📢Hot off the presses: we present **DiffusionNet** for simple and scalable deep learning on surfaces.
The networks generalize by construction across different samplings, resolutions, and even representations. Spatial support is automatically optimized as a parameter! 🧵👇 (1/N)
I've been excited about this one for a long time; now we can finally share widely! This is work with the excellent Souhaib Attaiki, @keenanisalive, and Maks Ovsjanikov. Will appear in ACM Transactions on Graphics and at SIGGRAPH 2022.
Here's a thread of the key ideas. (2/N)
The big idea is to build networks which propagate information not by passing messages between neighboring vertices/faces/points, but by smoothly diffusing features along the surface. (3/N)
We generally expect simulation and geometry algorithms to produce roughly the same result on different meshes of the same surface, yet existing graph-like neural nets eagerly overfit to mesh connectivity. DiffusionNet addresses this with physical PDE-based diffusion. (4/N)
Diffusion is like smooth mean pooling: diffusing for a short time yields local communication, while diffusing for a long time gives the global mean. Rather than manually tuning spatial support, we can directly optimize the diffusion time as a continuous parameter. (5/N)
There are many numerical schemes for diffusion; we mainly use a precomputed spectral decomposition, which makes diffusion easy to evaluate and autodiff via dense GPU arithmetic. This scales to >100k vertex inputs---surface learning is moving beyond small ~5k vertex meshes! (6/N)
That's mainly it for our networks! We alternate applying a pointwise MLP, diffusing feature channels, and constructing some handy gradient features (see below). Avoiding potentially-tricky operations like pooling hierarchies helps keep the method simple, fast, and robust. (7/N)
I was surprised that we can do away with traditional convolutions and use diffusion instead. Turns out, it's no coincidence---we prove that the function space of diffusion + an MLP contains all radially-symmetric convolutions (in the smooth setting, and in the wide limit). (8/N)
But, like much recent work, we want to incorporate directional info beyond radially symmetric filters. Our approach is to take the a spatial gradient of each feature channel at each point, then use (learned) inner products of those gradients as additional scalar features. (9/N)
These spatial gradient features capture directional context, and are invariant to the choice of tangent basis, as expected. Interestingly, they also capture the _orientation_, allowing us to disambiguate bilateral symmetry even in a purely intrinsic formulation. (10/N)
DiffusionNet leverages existing work on robust geometry/PDEs, rather than reinventing it. E.g., diffusion can be evaluated via the intrinsic Delaunay Laplacian, which is accurate even on poor-quality meshes. But diffusion is so stable that this usually isn't necessary. (11/N)
Results-wise, it's "state-of-the-art" for classification, segmentation, and correspondence.
But what I think is more important is that DiffusionNet works robustly & efficiently out-of-the-box on a wide range of inputs, a key property for reusable computational tools. (12/N)
One more great property: since these networks are defined via Laplacians and gradients, we can apply them to any representation where these ops are defined, and even use the same network weights.
Train on a mesh and test on a point cloud, or mix them in a dataset! (13/N)
Limitations? Diffusion along surfaces is sensitive to topology: there is no communication at all between disconnected components. One fix would be to combine spatial diffusion w/ some nonlocal operator at the later layers of the network. Give it a try! (14/N)
At the high level, I like this work because it's an example of how deep learning can benefit by building atop the foundational tools from geometry and visual computing, rather than reinventing them. What else can we all unlock with such thinking? (15/N)
It's paper reviewing season! Here are 9 tips that have helped me grow as a better reviewer---we never get taught this formally, but it's extremely important for our community. 🧵👇
1/9: Summarize first. ☂️
Begin by summarizing key ideas/contributions of the paper, even if it is not required to do so. Don't copy-paste the abstract. This is useful for committees/editors to get context, and for authors to identify and resolve misunderstandings.
2/9: Let authors explain their work their way. 📢
Sometimes others will use different terminology to describe their work than you would use. As long as they are not strictly technically wrong, it's their right to do so, respect it! At most, passively suggest other descriptions.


- _WORK ORDER_
Whenever a line below holds the word "ffffff", copy that line.

- _INPUT MATERIAL_
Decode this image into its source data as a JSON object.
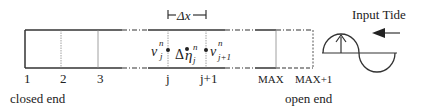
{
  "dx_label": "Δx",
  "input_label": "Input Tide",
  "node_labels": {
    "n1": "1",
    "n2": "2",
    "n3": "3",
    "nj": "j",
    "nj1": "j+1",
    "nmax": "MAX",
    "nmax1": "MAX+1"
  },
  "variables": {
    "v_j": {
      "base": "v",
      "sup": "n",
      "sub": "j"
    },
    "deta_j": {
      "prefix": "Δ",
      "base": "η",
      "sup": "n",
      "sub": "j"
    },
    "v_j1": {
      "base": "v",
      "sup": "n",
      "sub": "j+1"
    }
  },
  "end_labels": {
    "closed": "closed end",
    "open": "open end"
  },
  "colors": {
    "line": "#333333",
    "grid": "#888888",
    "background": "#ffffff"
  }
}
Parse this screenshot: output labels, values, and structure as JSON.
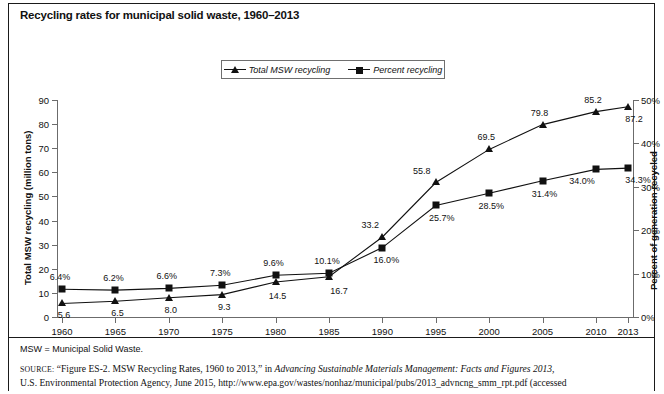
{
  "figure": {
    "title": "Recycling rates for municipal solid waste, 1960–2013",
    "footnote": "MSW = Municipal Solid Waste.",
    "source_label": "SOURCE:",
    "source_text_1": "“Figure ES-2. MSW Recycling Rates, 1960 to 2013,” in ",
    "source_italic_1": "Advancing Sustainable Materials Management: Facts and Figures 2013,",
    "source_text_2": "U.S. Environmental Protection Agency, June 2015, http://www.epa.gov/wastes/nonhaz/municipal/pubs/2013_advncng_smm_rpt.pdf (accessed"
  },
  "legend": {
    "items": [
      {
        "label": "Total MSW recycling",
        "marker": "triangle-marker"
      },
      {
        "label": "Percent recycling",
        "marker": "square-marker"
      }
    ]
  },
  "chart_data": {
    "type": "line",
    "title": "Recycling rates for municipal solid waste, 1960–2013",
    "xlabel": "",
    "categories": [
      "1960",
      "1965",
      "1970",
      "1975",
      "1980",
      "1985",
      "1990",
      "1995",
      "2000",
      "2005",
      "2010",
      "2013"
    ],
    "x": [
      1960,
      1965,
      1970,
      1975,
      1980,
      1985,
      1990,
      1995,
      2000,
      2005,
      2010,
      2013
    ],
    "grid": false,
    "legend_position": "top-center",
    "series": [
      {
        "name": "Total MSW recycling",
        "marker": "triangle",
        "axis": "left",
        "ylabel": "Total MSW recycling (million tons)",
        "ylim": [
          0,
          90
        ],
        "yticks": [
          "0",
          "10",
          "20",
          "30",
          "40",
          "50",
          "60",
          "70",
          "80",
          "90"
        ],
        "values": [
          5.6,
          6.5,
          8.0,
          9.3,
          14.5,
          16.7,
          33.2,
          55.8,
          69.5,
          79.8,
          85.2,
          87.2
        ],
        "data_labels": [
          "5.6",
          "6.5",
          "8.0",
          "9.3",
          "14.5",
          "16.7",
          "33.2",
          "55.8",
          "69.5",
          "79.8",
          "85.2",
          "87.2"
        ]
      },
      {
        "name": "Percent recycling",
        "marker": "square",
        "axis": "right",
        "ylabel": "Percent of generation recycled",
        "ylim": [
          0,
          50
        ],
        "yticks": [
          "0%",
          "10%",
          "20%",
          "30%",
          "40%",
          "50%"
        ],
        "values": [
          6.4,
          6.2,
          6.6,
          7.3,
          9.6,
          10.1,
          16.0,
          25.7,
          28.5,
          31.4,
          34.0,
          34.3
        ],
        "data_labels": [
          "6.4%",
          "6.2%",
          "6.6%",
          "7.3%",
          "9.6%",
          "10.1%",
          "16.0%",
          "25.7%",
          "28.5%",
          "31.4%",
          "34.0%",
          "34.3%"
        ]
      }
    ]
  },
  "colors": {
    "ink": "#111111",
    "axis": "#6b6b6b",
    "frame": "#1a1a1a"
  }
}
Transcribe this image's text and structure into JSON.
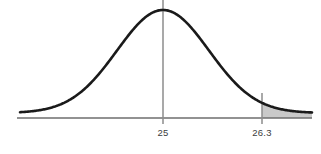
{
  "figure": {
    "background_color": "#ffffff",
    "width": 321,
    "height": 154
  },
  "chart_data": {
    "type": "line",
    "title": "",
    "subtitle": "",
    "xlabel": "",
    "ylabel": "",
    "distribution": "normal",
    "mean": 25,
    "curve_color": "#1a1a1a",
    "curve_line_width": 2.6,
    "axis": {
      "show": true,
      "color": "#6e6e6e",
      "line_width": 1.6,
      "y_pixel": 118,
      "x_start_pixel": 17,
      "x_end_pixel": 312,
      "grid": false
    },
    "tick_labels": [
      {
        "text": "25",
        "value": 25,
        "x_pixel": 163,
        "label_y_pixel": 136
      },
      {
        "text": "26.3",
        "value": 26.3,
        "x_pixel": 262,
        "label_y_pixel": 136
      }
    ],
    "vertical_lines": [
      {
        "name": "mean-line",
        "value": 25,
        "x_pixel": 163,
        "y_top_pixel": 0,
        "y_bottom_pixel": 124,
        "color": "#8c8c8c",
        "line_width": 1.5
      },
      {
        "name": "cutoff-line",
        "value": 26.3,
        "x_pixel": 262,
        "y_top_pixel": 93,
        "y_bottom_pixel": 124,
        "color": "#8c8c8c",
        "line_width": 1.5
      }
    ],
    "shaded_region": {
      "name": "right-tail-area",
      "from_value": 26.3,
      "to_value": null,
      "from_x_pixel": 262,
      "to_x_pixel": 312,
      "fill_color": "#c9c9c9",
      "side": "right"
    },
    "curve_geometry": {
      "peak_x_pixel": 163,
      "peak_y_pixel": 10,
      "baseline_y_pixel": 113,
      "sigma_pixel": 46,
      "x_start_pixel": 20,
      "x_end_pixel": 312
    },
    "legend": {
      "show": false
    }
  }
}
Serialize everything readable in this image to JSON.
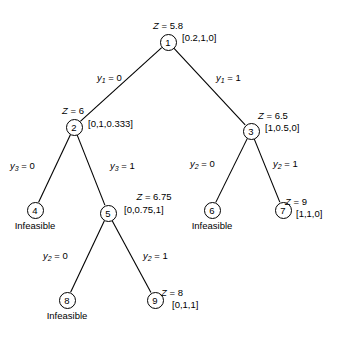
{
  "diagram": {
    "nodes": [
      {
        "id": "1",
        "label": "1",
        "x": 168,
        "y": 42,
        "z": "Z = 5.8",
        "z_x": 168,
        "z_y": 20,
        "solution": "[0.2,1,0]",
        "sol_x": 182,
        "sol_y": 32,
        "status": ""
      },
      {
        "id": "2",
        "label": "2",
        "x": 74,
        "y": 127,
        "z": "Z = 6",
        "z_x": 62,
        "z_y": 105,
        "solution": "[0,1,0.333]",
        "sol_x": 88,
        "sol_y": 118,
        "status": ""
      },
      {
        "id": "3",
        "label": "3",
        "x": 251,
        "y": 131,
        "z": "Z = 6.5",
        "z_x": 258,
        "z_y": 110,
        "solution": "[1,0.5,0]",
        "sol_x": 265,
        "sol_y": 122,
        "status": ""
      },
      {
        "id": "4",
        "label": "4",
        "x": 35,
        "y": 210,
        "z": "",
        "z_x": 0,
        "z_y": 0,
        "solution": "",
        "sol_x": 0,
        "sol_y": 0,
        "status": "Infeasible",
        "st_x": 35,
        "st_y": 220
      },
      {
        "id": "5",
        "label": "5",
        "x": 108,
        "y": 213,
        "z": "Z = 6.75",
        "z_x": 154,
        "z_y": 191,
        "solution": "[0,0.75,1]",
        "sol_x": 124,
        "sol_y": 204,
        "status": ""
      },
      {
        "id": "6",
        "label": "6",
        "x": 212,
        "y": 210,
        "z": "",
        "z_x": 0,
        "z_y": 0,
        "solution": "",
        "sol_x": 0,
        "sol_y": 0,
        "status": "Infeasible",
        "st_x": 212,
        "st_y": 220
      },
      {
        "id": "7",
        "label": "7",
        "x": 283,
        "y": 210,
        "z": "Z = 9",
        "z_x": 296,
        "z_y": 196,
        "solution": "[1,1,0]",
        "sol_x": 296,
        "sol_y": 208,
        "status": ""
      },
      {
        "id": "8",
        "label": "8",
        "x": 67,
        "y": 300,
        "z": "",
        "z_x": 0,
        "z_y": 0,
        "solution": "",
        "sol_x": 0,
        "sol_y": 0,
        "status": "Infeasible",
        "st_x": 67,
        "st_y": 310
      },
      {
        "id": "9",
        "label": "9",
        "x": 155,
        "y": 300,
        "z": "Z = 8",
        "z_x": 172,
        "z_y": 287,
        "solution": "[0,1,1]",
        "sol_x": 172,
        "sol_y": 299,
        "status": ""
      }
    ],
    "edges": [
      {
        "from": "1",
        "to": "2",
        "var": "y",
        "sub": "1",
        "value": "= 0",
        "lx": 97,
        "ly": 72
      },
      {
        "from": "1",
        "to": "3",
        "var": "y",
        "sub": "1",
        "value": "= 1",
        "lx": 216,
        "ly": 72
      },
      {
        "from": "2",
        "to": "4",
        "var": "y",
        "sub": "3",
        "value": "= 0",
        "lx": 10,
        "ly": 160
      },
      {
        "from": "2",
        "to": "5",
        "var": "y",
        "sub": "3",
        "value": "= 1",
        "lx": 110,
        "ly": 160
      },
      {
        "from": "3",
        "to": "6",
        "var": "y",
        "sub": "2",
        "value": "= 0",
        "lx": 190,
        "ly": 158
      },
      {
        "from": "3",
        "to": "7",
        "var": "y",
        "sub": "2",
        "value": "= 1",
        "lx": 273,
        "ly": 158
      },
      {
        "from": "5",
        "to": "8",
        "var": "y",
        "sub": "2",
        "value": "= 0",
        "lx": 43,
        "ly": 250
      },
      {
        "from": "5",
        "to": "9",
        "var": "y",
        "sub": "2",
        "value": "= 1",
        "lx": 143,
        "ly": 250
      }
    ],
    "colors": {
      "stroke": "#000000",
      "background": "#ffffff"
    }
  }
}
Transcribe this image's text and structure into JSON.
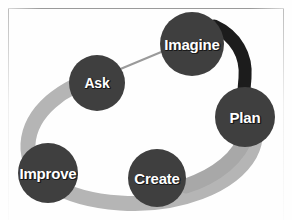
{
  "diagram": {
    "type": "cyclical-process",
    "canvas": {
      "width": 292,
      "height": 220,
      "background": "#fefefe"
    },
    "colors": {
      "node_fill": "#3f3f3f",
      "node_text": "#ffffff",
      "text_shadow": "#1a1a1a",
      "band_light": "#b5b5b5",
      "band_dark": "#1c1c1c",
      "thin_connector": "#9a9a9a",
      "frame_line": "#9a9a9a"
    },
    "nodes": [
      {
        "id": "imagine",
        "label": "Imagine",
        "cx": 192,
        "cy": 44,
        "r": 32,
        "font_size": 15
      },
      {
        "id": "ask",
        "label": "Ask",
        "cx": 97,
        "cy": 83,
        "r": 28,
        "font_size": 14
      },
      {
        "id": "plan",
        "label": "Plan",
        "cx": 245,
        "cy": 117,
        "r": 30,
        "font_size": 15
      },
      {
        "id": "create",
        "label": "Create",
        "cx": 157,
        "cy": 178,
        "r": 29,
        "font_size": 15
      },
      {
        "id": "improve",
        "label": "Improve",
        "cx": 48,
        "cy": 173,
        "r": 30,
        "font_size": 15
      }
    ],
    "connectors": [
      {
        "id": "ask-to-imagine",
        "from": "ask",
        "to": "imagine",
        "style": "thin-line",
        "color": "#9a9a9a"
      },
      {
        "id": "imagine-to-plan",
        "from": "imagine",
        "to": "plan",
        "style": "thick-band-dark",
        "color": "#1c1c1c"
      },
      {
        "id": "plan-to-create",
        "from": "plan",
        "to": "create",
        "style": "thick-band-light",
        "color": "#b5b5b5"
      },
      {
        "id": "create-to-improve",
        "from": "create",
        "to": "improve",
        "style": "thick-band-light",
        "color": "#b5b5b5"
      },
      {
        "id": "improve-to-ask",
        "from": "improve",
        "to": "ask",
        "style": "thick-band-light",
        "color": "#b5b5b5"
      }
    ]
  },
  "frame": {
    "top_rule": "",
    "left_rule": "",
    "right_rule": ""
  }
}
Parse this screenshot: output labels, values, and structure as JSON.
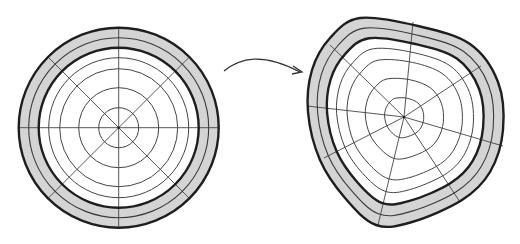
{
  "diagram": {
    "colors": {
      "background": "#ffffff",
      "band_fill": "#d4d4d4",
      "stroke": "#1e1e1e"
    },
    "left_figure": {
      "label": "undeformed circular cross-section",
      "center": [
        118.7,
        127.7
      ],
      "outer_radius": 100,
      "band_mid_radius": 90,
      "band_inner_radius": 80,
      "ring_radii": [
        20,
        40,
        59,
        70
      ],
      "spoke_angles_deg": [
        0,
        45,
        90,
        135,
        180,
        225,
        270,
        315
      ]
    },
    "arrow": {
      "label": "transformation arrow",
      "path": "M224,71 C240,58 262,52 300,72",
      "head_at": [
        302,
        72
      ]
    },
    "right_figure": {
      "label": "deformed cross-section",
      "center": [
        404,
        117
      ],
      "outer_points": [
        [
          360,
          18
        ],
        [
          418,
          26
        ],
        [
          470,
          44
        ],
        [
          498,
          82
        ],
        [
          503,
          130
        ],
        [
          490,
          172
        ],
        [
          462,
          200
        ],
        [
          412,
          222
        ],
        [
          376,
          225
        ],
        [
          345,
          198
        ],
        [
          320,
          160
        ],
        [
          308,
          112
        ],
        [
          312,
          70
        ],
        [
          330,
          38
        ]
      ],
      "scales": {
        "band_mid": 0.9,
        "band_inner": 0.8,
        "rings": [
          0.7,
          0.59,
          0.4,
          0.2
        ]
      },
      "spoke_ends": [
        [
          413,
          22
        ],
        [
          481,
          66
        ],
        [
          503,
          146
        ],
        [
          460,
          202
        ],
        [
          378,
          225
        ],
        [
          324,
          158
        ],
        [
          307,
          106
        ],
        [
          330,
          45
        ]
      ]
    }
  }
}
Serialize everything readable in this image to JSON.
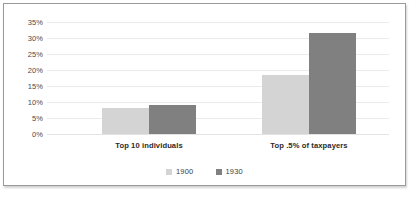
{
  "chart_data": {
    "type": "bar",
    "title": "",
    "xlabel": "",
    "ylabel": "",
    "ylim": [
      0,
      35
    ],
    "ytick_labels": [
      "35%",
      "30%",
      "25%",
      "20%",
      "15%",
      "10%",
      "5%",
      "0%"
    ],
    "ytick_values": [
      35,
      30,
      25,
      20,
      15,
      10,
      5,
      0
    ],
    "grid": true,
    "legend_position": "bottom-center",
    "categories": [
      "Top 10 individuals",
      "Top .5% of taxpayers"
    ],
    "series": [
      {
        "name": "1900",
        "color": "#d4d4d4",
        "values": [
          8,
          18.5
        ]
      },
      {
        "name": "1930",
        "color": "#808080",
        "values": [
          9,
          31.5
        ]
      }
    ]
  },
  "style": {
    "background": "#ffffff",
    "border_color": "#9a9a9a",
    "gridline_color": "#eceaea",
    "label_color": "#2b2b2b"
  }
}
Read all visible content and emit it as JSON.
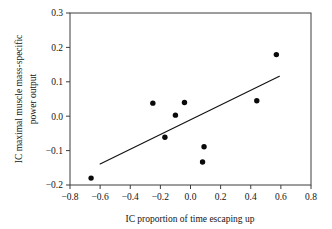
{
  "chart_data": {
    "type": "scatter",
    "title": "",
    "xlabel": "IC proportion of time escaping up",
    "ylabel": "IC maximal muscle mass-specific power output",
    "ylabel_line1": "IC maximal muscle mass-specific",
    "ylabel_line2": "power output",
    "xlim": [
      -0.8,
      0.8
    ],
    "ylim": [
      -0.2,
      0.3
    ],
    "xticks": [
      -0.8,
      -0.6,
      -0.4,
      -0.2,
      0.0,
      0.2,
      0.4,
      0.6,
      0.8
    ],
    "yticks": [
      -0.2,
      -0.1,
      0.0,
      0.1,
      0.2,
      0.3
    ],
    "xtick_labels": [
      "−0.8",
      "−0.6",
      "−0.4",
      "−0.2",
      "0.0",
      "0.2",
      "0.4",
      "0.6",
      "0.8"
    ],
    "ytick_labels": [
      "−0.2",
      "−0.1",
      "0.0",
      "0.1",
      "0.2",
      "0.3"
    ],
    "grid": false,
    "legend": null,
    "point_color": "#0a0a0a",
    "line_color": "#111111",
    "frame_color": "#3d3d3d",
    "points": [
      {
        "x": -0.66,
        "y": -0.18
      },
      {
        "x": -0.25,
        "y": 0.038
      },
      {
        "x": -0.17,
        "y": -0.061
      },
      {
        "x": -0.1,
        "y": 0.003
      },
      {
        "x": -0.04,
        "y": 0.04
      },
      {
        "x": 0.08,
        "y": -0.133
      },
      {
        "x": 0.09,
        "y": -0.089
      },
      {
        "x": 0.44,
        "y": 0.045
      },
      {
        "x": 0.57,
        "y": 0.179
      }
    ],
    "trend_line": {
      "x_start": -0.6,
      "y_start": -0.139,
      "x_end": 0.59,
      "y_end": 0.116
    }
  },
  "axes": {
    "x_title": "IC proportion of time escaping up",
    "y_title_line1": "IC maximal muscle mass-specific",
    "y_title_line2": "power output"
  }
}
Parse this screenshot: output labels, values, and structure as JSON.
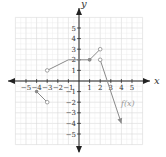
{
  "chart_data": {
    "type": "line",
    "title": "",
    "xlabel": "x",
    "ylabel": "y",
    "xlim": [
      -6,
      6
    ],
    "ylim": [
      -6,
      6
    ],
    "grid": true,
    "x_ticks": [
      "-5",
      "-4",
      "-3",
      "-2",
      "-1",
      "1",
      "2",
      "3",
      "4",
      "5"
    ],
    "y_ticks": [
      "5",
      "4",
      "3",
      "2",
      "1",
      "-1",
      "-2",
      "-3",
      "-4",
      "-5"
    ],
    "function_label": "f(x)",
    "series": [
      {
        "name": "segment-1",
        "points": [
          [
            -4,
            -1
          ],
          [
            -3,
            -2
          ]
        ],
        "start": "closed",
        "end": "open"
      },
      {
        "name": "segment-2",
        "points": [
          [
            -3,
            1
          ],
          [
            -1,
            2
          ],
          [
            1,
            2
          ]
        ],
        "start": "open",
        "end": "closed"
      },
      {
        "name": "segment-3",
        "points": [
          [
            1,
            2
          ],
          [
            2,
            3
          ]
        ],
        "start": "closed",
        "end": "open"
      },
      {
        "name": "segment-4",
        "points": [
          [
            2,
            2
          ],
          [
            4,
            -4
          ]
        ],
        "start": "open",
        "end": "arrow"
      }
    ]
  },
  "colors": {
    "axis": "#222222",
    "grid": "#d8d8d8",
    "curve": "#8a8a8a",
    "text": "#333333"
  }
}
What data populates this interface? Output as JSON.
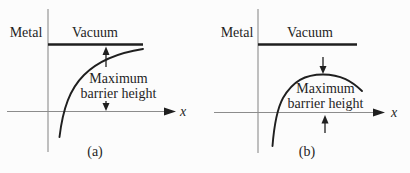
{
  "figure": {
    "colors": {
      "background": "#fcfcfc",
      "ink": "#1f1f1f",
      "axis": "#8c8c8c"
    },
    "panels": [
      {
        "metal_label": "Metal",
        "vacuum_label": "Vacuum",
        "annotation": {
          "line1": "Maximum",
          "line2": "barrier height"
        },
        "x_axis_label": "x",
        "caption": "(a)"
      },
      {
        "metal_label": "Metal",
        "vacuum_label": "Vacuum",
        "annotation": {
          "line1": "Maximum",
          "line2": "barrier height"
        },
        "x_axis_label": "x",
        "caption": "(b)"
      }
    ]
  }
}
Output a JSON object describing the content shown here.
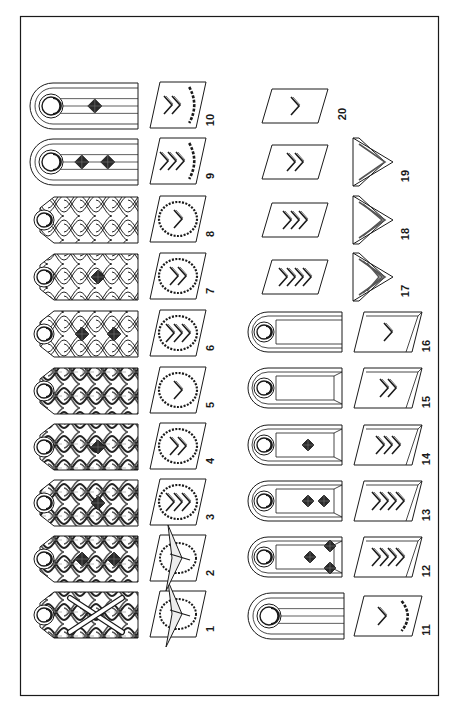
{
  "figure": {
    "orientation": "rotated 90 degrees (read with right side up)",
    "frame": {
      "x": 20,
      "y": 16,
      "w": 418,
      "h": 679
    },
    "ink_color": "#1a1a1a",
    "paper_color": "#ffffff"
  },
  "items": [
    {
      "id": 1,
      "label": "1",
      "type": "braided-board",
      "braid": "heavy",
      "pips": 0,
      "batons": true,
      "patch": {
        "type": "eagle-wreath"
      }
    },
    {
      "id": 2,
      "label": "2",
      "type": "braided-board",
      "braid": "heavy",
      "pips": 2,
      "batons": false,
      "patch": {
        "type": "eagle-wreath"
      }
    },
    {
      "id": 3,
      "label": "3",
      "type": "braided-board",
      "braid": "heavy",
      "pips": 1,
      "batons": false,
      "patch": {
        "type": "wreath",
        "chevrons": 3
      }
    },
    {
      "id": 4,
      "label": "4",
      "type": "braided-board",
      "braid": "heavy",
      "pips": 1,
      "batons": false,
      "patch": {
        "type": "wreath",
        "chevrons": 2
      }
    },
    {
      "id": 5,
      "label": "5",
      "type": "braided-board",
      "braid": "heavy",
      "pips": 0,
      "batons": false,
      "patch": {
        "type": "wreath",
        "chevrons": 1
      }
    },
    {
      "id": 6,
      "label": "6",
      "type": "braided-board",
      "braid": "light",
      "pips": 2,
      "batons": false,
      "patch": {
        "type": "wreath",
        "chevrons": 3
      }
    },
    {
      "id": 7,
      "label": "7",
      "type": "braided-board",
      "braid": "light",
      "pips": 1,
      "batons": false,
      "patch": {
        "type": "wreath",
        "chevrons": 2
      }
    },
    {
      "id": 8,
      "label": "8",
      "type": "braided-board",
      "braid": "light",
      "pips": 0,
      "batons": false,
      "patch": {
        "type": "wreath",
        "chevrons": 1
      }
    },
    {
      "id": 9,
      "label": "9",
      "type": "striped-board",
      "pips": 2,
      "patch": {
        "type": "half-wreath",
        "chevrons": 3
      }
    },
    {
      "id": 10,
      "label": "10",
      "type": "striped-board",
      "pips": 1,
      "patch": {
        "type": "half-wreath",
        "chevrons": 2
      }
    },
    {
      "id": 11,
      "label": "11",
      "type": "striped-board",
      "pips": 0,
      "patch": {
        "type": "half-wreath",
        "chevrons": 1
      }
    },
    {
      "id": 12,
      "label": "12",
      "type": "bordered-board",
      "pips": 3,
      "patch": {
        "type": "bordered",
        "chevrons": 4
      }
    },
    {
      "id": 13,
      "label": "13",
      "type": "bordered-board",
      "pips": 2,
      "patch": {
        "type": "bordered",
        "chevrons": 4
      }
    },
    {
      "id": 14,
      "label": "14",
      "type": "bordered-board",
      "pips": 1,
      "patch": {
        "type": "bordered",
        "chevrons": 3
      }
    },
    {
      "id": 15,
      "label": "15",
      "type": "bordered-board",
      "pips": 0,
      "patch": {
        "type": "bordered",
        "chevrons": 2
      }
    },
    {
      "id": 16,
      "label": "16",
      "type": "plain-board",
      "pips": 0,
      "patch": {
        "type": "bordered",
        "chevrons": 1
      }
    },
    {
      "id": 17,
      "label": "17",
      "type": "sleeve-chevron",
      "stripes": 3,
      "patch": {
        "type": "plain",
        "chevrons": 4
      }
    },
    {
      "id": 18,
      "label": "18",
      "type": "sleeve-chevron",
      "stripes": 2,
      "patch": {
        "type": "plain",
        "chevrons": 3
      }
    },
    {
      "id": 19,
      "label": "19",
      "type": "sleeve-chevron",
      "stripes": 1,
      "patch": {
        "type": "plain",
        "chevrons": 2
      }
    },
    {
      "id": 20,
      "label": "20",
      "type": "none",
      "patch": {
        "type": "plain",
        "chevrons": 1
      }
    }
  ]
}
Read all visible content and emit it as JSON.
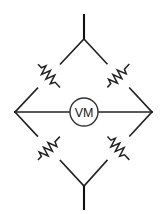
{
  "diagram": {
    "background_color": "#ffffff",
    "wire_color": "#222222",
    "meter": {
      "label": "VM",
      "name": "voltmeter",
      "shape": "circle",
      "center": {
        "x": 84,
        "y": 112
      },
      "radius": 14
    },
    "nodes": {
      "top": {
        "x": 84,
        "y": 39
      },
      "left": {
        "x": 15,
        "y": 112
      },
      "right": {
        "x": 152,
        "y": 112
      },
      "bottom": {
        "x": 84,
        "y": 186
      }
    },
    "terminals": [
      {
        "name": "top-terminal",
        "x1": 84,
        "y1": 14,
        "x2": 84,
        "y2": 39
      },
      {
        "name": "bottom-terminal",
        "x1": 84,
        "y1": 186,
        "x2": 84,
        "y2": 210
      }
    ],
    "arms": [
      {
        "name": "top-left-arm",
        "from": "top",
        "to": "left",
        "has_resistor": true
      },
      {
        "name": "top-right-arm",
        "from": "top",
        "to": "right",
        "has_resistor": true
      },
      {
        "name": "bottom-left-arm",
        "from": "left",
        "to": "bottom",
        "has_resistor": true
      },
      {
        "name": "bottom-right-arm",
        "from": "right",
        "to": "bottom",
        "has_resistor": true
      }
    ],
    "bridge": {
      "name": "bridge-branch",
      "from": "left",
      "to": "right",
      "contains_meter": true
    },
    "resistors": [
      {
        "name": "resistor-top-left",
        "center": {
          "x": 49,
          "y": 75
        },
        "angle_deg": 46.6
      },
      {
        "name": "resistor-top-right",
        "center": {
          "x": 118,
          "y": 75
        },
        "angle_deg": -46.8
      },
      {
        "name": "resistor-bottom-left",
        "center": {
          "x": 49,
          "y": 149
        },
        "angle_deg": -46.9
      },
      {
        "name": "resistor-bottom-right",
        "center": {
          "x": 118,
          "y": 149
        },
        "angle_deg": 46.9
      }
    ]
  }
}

- _COMPLETED TASK_
    "background": "#ffffff"
    "background_color": "#ffffff",
      "background": "#ffffff"
      "node_text": "#ffffff",
      "background": "#ffffff",
    "background": "#ffffff",
    "paper_color": "#ffffff"
    "background_color": "#ffffff",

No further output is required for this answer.